I began writing a letter admitting the possibility of my own pitiable delusion. Maybe I’m a fool, shoulder-to-shoulder with mankind’s most zealous idiots. Maybe my hope for a Great Connector is misplaced. If so, I’m sorry.
I know, though, that in our writing groups and elsewhere, themes repeat. In one blind session, two of us will mention the same species of tree, and two others will write about a bubbling pot of soup, and our invisible ties to each other become unmistakably clear.
Norm MacDonald told Marc Maron something to the effect that he trusted intuition above all other knowledge, and Marc pinned a hole in Norm’s declaration by asking if his intuition was ever wrong, and Norm immediately acknowledged his feelings had steered him astray. And while I appreciated him for admitting what some Thinkers or Instinctuals may never express (the possibility of wrongness), I also wanted Norm to explain that’s not how the deepest seat of knowledge works.

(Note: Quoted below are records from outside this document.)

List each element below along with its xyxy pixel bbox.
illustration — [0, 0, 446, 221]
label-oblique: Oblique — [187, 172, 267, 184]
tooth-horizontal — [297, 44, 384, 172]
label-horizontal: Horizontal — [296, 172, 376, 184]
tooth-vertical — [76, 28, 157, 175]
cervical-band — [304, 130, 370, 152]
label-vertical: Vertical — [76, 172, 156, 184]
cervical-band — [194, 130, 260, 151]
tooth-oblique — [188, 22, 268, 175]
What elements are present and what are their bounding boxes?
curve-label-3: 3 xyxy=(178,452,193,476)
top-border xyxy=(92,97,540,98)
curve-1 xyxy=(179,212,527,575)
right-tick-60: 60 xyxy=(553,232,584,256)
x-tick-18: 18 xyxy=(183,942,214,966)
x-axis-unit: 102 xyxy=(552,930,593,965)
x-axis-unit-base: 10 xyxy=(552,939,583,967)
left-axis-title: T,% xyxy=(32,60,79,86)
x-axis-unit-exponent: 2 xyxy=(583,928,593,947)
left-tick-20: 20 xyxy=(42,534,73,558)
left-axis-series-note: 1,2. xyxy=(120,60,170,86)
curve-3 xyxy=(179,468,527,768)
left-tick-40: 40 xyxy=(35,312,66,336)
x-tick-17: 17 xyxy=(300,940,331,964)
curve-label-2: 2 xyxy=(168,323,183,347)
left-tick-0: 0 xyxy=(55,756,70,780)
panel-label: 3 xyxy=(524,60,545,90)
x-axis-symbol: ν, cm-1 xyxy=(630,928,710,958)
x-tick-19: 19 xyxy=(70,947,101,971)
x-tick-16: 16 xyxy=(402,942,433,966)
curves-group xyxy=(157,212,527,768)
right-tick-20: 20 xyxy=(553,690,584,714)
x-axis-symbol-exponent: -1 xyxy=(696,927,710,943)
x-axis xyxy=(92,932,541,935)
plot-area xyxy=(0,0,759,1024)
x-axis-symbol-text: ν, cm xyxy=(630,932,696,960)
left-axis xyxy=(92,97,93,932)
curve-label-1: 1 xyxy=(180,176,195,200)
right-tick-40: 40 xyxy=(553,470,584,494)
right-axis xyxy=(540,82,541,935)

We get impressions and we make assumptions and we take action, but our error in translation makes intuition unreliable, not the Intuition itself.
Maybe I am a fool, but if you were me, and had seen and felt the presence of an Endless Best Friend, and given eyes and ears to sense how small miracles unfold, well, maybe you wouldn’t believe, but I hope you’d understand why I do.